Mariel Williams
editor@mitchellnews.com
The Spruce Pine Town Council voted to hire Richard Canipe as interim town manager.
Canipe served as town manager for 21 years before retiring in 2020. Under his new contract, he will run Spruce Pine after Darlene Butler’s retirement on Dec. 31 until a permanent manager is hired.
Before becoming manager in 2020, Butler served as town clerk for 23 years.
Butler noted that the employment contract brings Canipe on part-time, for just 30 hours per week. He will be paid $50 an hour and will not receive health insurance or additional retirement benefits.
“As a retired town employee he is not coming out of retirement through the local government retirement system,” Town Attorney Chad Donnahoo said. “There is a specific statute that allows … interim employment, it’s written specifically for interim county managers, interim town managers, through the … retirement system that allows for this type of employment.”
Council member Beth Holmes said that it’s important, in the wake of Hurricane Helene, to have a town manager who is familiar with Spruce Pine and the disaster recovery situation.
“Richard has been working with us in the role of coordinator and has been in every meeting we had for FEMA [Federal Emergency Management Agency],” Mayor Phillip Hise added.
Hise also said the council is actively working to fill Butler’s job with a permanent hire.
“We’ve narrowed our people down and have scheduled interviews for Jan. 7,” Hise said.
Downtown grants
The council also agreed to move $20,000 from two old grant funds in the Downtown Spruce Pine budget to a new grant fund covering flood and storm repairs.
Downtown Spruce Pine has already issued some repair grants for Hurricane Helene victim businesses, and Downtown Director Spencer Bost said the organization plans to issue more.
“For the previous grants … for any business that applied in the downtown business district … they were already guaranteed for approval,” Bost said. “So, we just took our pot and divided it by how many applicants we got. So, the plan is we’ll do another round of those.”
Bost said that his organization has been conducting fundraising to fund this effort above the $20,000 from its current budget.
Previous grants favored businesses on Locust Avenue (Lower Street) over Oak Avenue (Upper Street), because Lower Street received more damage. However, all Lower Street businesses got the same amount as all other Lower Street businesses, and all Upper Street businesses got the same amount as all other Upper Street businesses.
“Eighty percent went to Lower Street, 20 percent to Upper Street,” Bost said. “So, everyone on Upper Street got the same amount, and everyone on Lower Street got the same amount.”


ABOUT THIS EXERCISE: Retype the listing below line for line, but only from the line with "This 1024w x" down to the line with "Find common sunflower", inclusive. Pictures stay out.

ENTRIES SUPPLIED:
------------------------------------------------------------
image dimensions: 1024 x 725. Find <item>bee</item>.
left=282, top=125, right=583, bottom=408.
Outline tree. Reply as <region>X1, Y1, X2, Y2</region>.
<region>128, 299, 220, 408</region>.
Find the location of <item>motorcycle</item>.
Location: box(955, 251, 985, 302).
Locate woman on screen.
------------------------------------------------------------
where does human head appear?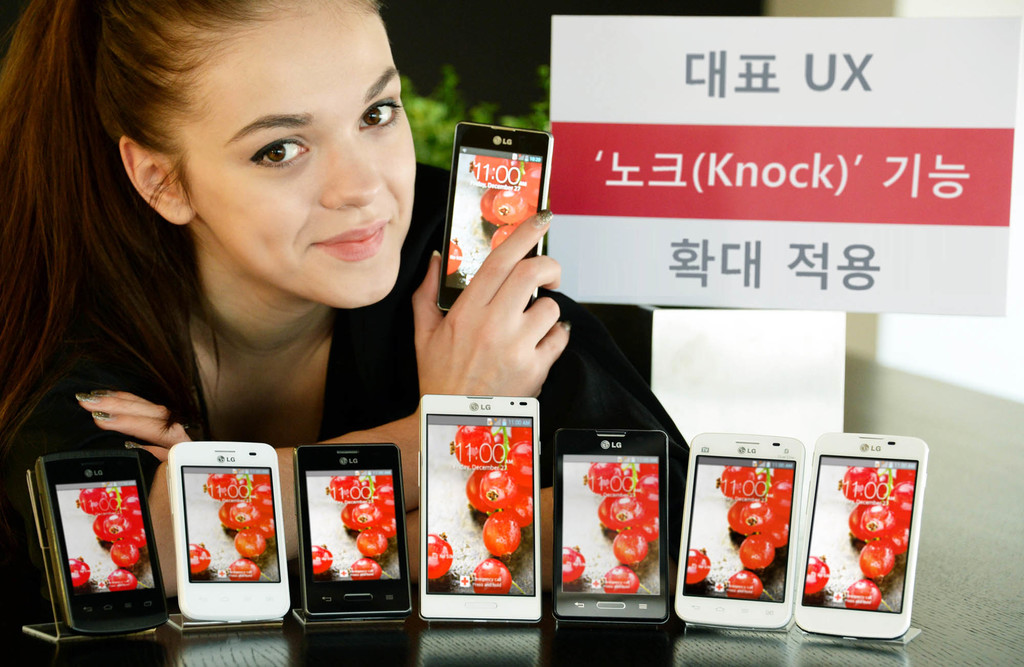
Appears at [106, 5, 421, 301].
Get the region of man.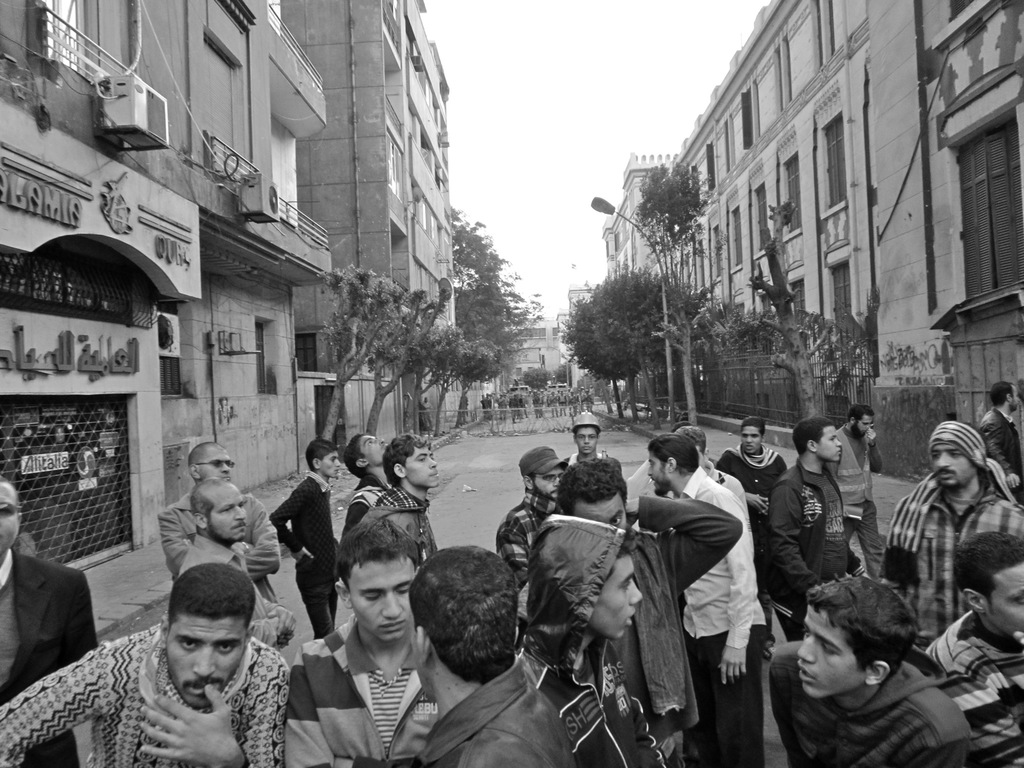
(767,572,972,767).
------------------------------------------------------------
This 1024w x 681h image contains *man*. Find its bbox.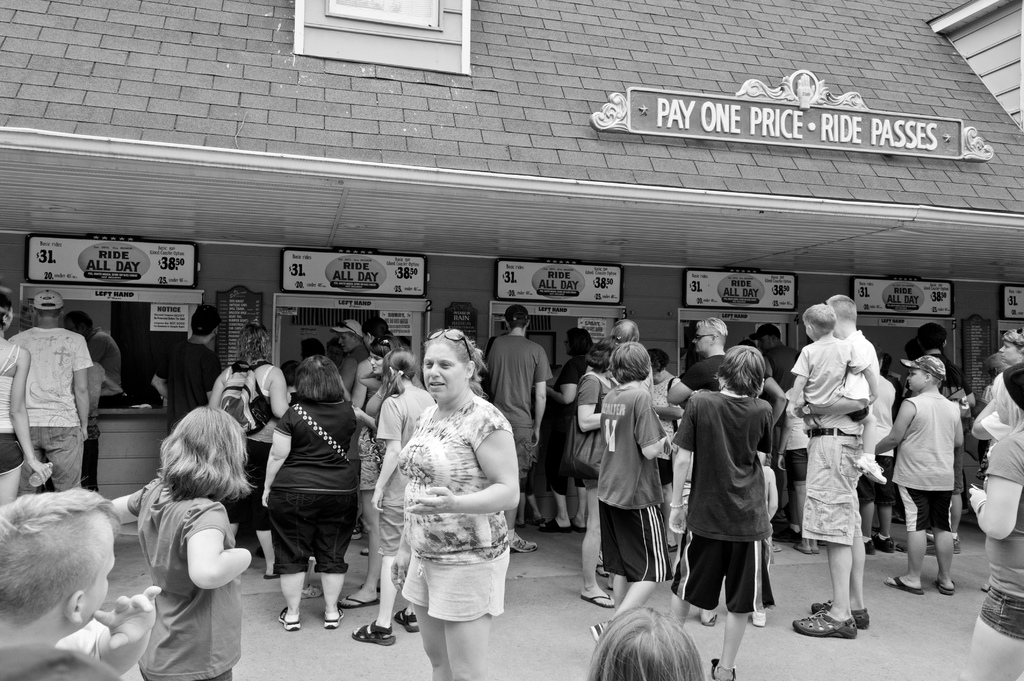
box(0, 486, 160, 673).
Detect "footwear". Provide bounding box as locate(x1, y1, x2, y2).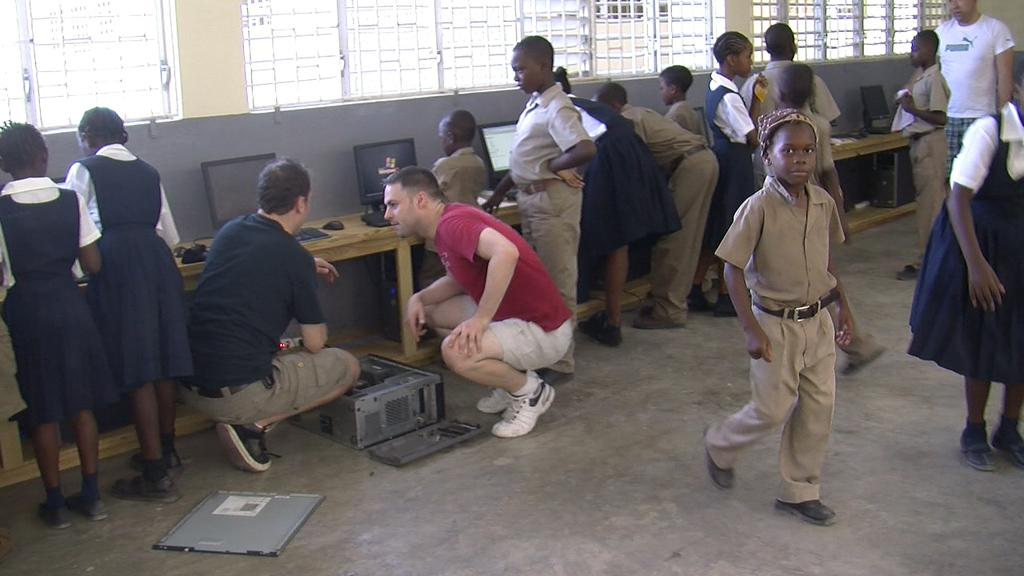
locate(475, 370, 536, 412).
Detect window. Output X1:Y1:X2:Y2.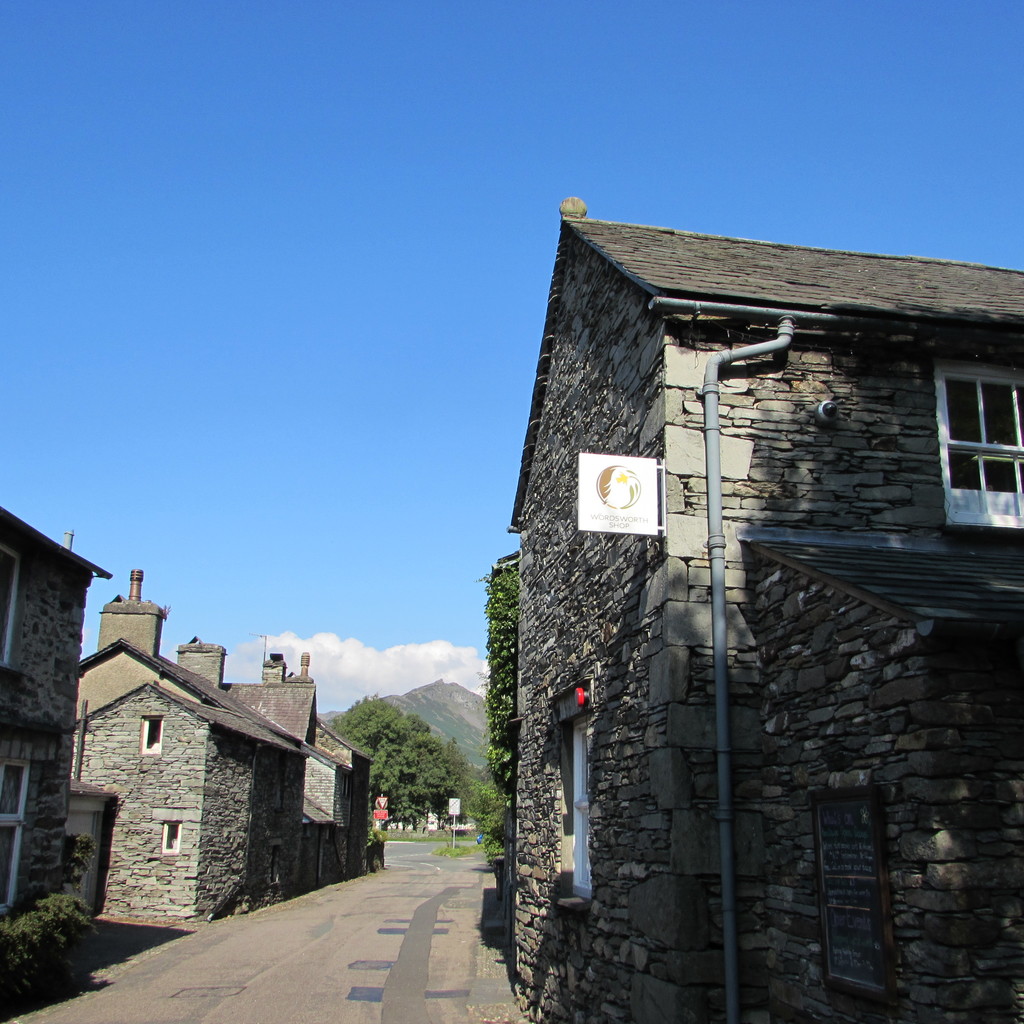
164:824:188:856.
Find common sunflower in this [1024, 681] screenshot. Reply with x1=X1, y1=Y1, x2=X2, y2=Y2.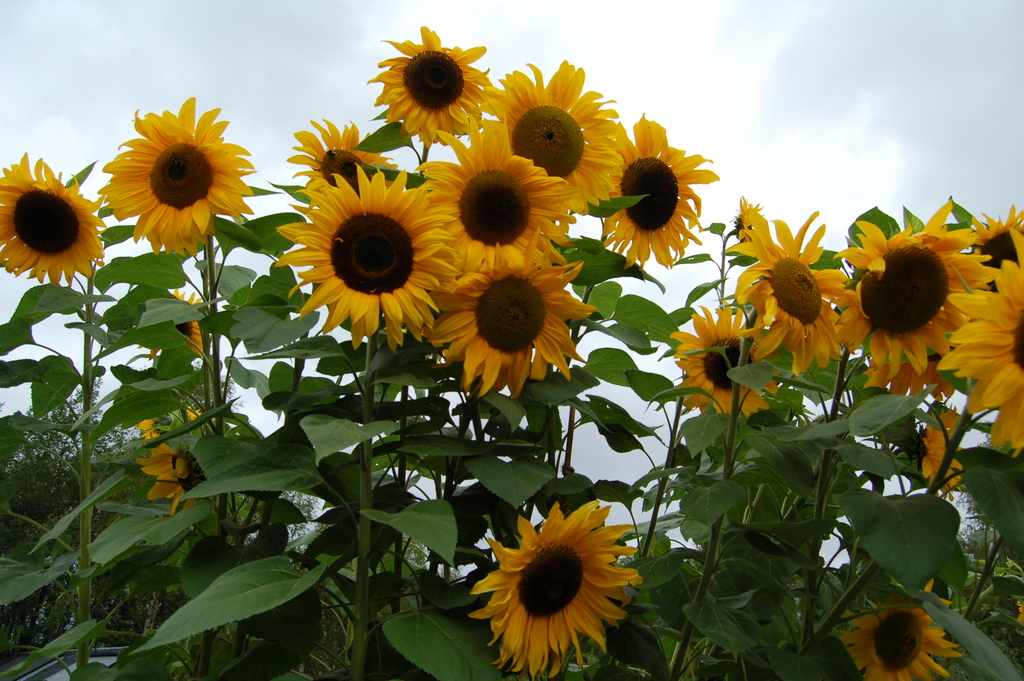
------------------------------------------------------------
THE COMPLETED TASK:
This 1024w x 681h image contains *man*. Find its bbox.
box(0, 486, 160, 673).
Detect "footwear". Provide bounding box as locate(x1, y1, x2, y2).
locate(475, 370, 536, 412).
Detect window. Output X1:Y1:X2:Y2.
164:824:188:856.
Find common sunflower in this [1024, 681] screenshot. Reply with x1=X1, y1=Y1, x2=X2, y2=Y2.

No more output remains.